Tag Archives: Gannett

Worried about future of journalism in a city I love

My concern about the future of newspaper journalism in a city my wife and I once called “home” is building. I am unsure of how or where this concern will end up. Suffice to say I cannot shake this feeling of doom for the future of the Amarillo Globe-News.

I do not read the daily print newspaper. I no longer reside in Amarillo. I do try to read the “paper” online, but I need to subscribe to it. I decline to do so. Why? There’s not enough news about the Texas Panhandle to interest me.

The Globe-News is now owned by Gannett Corp., the company that merged with GateHouse Media; GateHouse assumed control of Gannett, but kept the Gannett name. Gannett is known throughout the newspaper industry as a cost-cutting juggernaut. It seeks to “save its way to prosperity.” From what I have seen for many years now, through three corporate ownerships, the Globe-News has been slashed, decimated and reduced to a newsgathering organization that is just a mere shadow of what is used to be.

The most troubling thing I see in the online edition is a heavy reliance on news from down south, in Lubbock, where Gannett also operates a newspaper.

My point is this: I see a lot of news relating to Texas Tech University on the front page of the Globe-News’ online edition. Texas Tech is a fine school, but it is headquartered in Lubbock. It has a decent presence in Amarillo, but its influence there remains somewhat muted.

Conversely, when I look at the Lubbock Avalanche-Journal’s online edition, I never see news covering Amarillo or the Texas Panhandle. Do you get my drift? If not, it is merely that the influence flows only in one direction, from Lubbock to Amarillo.

I am left to wonder whether there will even be an Amarillo Globe-News in the future. The newspaper used to employ dozens of reporters, line editors and photographers. It now employs a single sports writer, two general-assignment reporters, a regional executive editor and a regional director of commentary.

That … is … it!

The grumbling I hear from my many friends in Amarillo all say the same thing. The newspaper doesn’t report the news.

It saddens me terribly.

I want desperately to be wrong about the future of print journalism in the Texas Panhandle.

Newspapers become casualty of coronavirus … wow!

This is what I call a serious punch in the chops to those of us who love newspapers and cherish their role in reporting the news to the communities they serve.

Gannett Corp., which owns scores of newspapers around the country — including the one I left in August 2012 at the end of my journalism career — has announced unpaid leaves for its staff of reporters, editors and support staff.

That means, the Amarillo Globe-News in Texas — the paper to which I referred — will be left with even fewer people to cover a region afflicted by the coronavirus pandemic.

GateHouse Media bought the Globe-News in 2018, then purchased Gannett this past year. Gannett’s name, though, remains the one in force. So it fell to Gannett Corp. to announce the furloughs.

The Globe-News reporting and editing staff has been decimated already by the changing media climate.
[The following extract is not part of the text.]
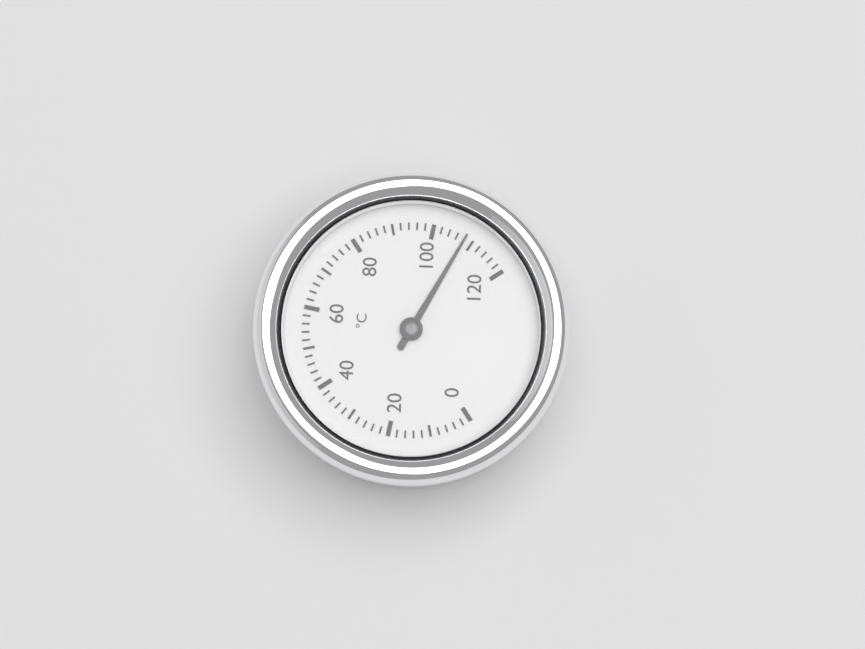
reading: 108 °C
Now comes this news, about the pandemic, and the newspaper’s reporting capabilities have been reduced even further — if that is even possible.

The newspaper company announced the furloughs this way: Gannett advised in a memo to staff … that it will be instituting furloughs and other cost reductions in response to big advertising declines.

Those “big declines” have occurred because businesses that advertise with the newspapers have been shuttered by the pandemic. Since they can’t stay open, they can’t earn revenue, some of which they spend on advertising with newspapers and other media.

The victims of this terrible turn of events aren’t just the businesses, or the media outlets that deliver their message through paid ads. They include rank-and-file Americans like you and me who depend on newspapers to tell us what is going on in our communities. We need to know what’s going on; we need to understand how the pandemic is affecting life in our surroundings.

Oh, sure, we can turn on the TV, boot up our computers, activate our smart phones and all of that. I happen to be rather old school. I also depend on the printed word that is tossed onto my driveway before the sun comes up.

I am unclear how the regional editors of the Amarillo Globe-News will be able to cover the news of their community. For that matter, I’ve wondered how they do it for some time, given the precipitous decline in personnel on hand to report on and deliver the news to the region.

Read about the announcementĀ here.

This “news” saddens me way beyond measure. Gannett says the austerity moves are “temporary.” I want to believe it. That rumbling in my gut tells me something quite different.